No birth certificate? Is 'Donald Trump' a real person?
It turns out that what newly converted 'birther' Donald Trump released with much fanfare is not an official birth certificate. What does that say about his identity, and possible presidential bid?
Lucas Jackson/Reuters
Developer/reality show star Donald Trump yesterday released his birth certificate to prove he was born in the United States. Except it wasn’t his birth certificate – it was a birth document from a Queens hospital that is less than official, apparently.
Oops. Is now a good time to ask how that possible presidential race is shaping up, Mr. Trump?
Anyway, this whole thing is an issue (or an issuelette, maybe, since we’re not exactly talking Libya) only because Trump has been raising questions about whether President Obama was born in the US.
On Monday Trump said on Fox News that he is “really concerned” about Obama’s citizenship status. It is “inconceivable”, he said, that after all this time Obama hasn’t released his birth certificate.
RELATED: The Top 10 political quotes of 2010
Perhaps it is inconceivable because the Obama campaign released his certificate of live birth in 2008, as well as birth announcements printed in Hawaii newspapers. But Trump – and the “birther” movement as a whole – appear to simply wave this evidence away.
Trump’s release of his own, well, whatever it is seemed an attempt to prove something, though we’re not sure what. Is it possible that Trump himself wasn’t born in the US? That’s what some pundits are pretending to think, because all the news has been serious lately and they’re looking for something to cheer themselves up.

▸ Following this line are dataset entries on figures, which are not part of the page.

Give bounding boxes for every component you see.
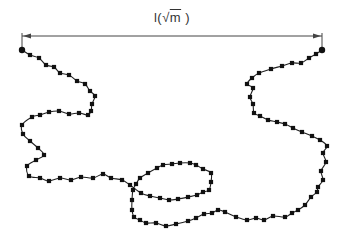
chain-bead	[101, 172, 105, 176]
chain-bead	[36, 146, 40, 150]
chain-bead	[38, 176, 42, 180]
chain-bead	[250, 76, 254, 80]
chain-bead	[319, 169, 323, 173]
chain-bead	[79, 175, 83, 179]
chain-bead	[176, 197, 180, 201]
chain-bead	[27, 174, 31, 178]
chain-bead	[86, 113, 90, 117]
chain-bead	[248, 95, 252, 99]
chain-bead	[290, 61, 294, 65]
chain-bead	[321, 178, 325, 182]
chain-bead	[194, 163, 198, 167]
chain-bead	[195, 193, 199, 197]
chain-bead	[300, 130, 304, 134]
polymer-chain-diagram	[0, 0, 344, 236]
chain-bead	[132, 215, 136, 219]
chain-bead	[131, 188, 135, 192]
chain-bead	[47, 110, 51, 114]
chain-bead	[130, 208, 134, 212]
chain-bead	[77, 111, 81, 115]
chain-bead	[303, 203, 307, 207]
chain-bead	[251, 102, 255, 106]
chain-bead	[257, 71, 261, 75]
chain-bead	[47, 179, 51, 183]
chain-bead	[167, 198, 171, 202]
chain-bead	[271, 214, 275, 218]
chain-bead	[202, 212, 206, 216]
chain-bead	[324, 160, 328, 164]
chain-bead	[154, 221, 158, 225]
chain-bead	[130, 198, 134, 202]
chain-bead	[67, 73, 71, 77]
chain-bead	[139, 191, 143, 195]
chain-end-point	[319, 47, 325, 53]
chain-bead	[251, 86, 255, 90]
chain-bead	[138, 218, 142, 222]
label-prefix: l(	[154, 10, 162, 25]
chain-bead	[194, 216, 198, 220]
chain-bead	[109, 176, 113, 180]
chain-bead	[188, 161, 192, 165]
chain-bead	[164, 224, 168, 228]
chain-start-point	[19, 47, 25, 53]
end-to-end-dimension-arrow	[22, 33, 322, 47]
chain-bead	[269, 67, 273, 71]
chain-bead	[120, 178, 124, 182]
chain-bead	[266, 118, 270, 122]
chain-bead	[44, 63, 48, 67]
chain-bead	[210, 211, 214, 215]
chain-bead	[134, 182, 138, 186]
chain-bead	[158, 196, 162, 200]
chain-bead	[88, 89, 92, 93]
chain-bead	[262, 218, 266, 222]
chain-bead	[186, 195, 190, 199]
sqrt-symbol: √	[162, 10, 170, 25]
chain-bead	[42, 153, 46, 157]
label-suffix: )	[185, 10, 190, 25]
chain-bead	[148, 194, 152, 198]
chain-bead	[34, 158, 38, 162]
chain-bead	[144, 221, 148, 225]
label-radicand: m	[170, 10, 181, 25]
chain-bead	[28, 53, 32, 57]
chain-bead	[155, 166, 159, 170]
right-arrowhead-icon	[313, 34, 321, 39]
chain-bead	[30, 115, 34, 119]
chain-bead	[83, 82, 87, 86]
chain-bead	[290, 211, 294, 215]
chain-bead	[216, 208, 220, 212]
chain-bead	[252, 111, 256, 115]
chain-bead	[28, 139, 32, 143]
chain-bead	[178, 161, 182, 165]
chain-bead	[280, 64, 284, 68]
chain-bead	[52, 65, 56, 69]
chain-bead	[91, 176, 95, 180]
chain-bead	[321, 151, 325, 155]
chain-bead	[318, 138, 322, 142]
end-to-end-length-label: l(√m )	[0, 10, 344, 25]
chain-bead	[90, 102, 94, 106]
chain-bead	[186, 219, 190, 223]
chain-bead	[201, 167, 205, 171]
chain-bead	[207, 188, 211, 192]
chain-bead	[291, 126, 295, 130]
chain-bead	[138, 176, 142, 180]
chain-endpoints	[19, 47, 325, 53]
chain-bead	[69, 178, 73, 182]
chain-bead	[307, 56, 311, 60]
chain-bead	[299, 61, 303, 65]
chain-bead	[314, 52, 318, 56]
chain-bead	[25, 164, 29, 168]
chain-bead	[170, 162, 174, 166]
chain-bead	[89, 109, 93, 113]
chain-bead	[325, 144, 329, 148]
left-arrowhead-icon	[23, 34, 31, 39]
chain-bead	[283, 122, 287, 126]
chain-bead	[254, 216, 258, 220]
chain-bead	[309, 195, 313, 199]
chain-bead	[296, 208, 300, 212]
chain-bead	[283, 215, 287, 219]
chain-bead	[234, 215, 238, 219]
chain-bead	[75, 79, 79, 83]
chain-bead	[93, 94, 97, 98]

“Trump’s mother, it should be noted, was born in Scotland, which is not part of the United States. His plane is registered in the Bahamas, also a foreign country. This fact pattern – along with a wave of new questions surrounding what he claims is a birth certificate – raises serious doubts about his eligibility to serve as President of the United States,” wrote Ben Smith in Politico.
We salute Mr. Smith, and go him one better. Is it possible that Trump cannot produce a valid birth certificate because he does not exist?
Have you ever met Trump? No, you haven’t. You’ve seen him as an assemblage of glowing pixels on a screen. That proves nothing. Homer Simpson is made up of pixels too. This indicates that Trump may be an animation –an animation drawn by artists in a foreign country, we might add.
Trump could disprove this by jetting around the country and introducing himself to every US voter in person. Though even then, “Donald Trump” could be a clever performance artist inhabiting a role, like Stephen Colbert. (Which would be cool – admit it.)
Enough of this donaldfoolery already. We know Trump is a real person. Trump’s lawyer and advisor Michael Cohen, reached in Italy on vacation by CBS News, noted the fairly obvious fact that nobody is going to question whether Donald Trump was born in New York City.
What other metropolis could have bred somebody like him? Minneapolis/St. Paul?
“If he is asked to produce a raised seal New York City Department of Health birth certificate, I’m pretty sure he can have one in as quick a period of time as you can go down and get it,” Cohen told CBS.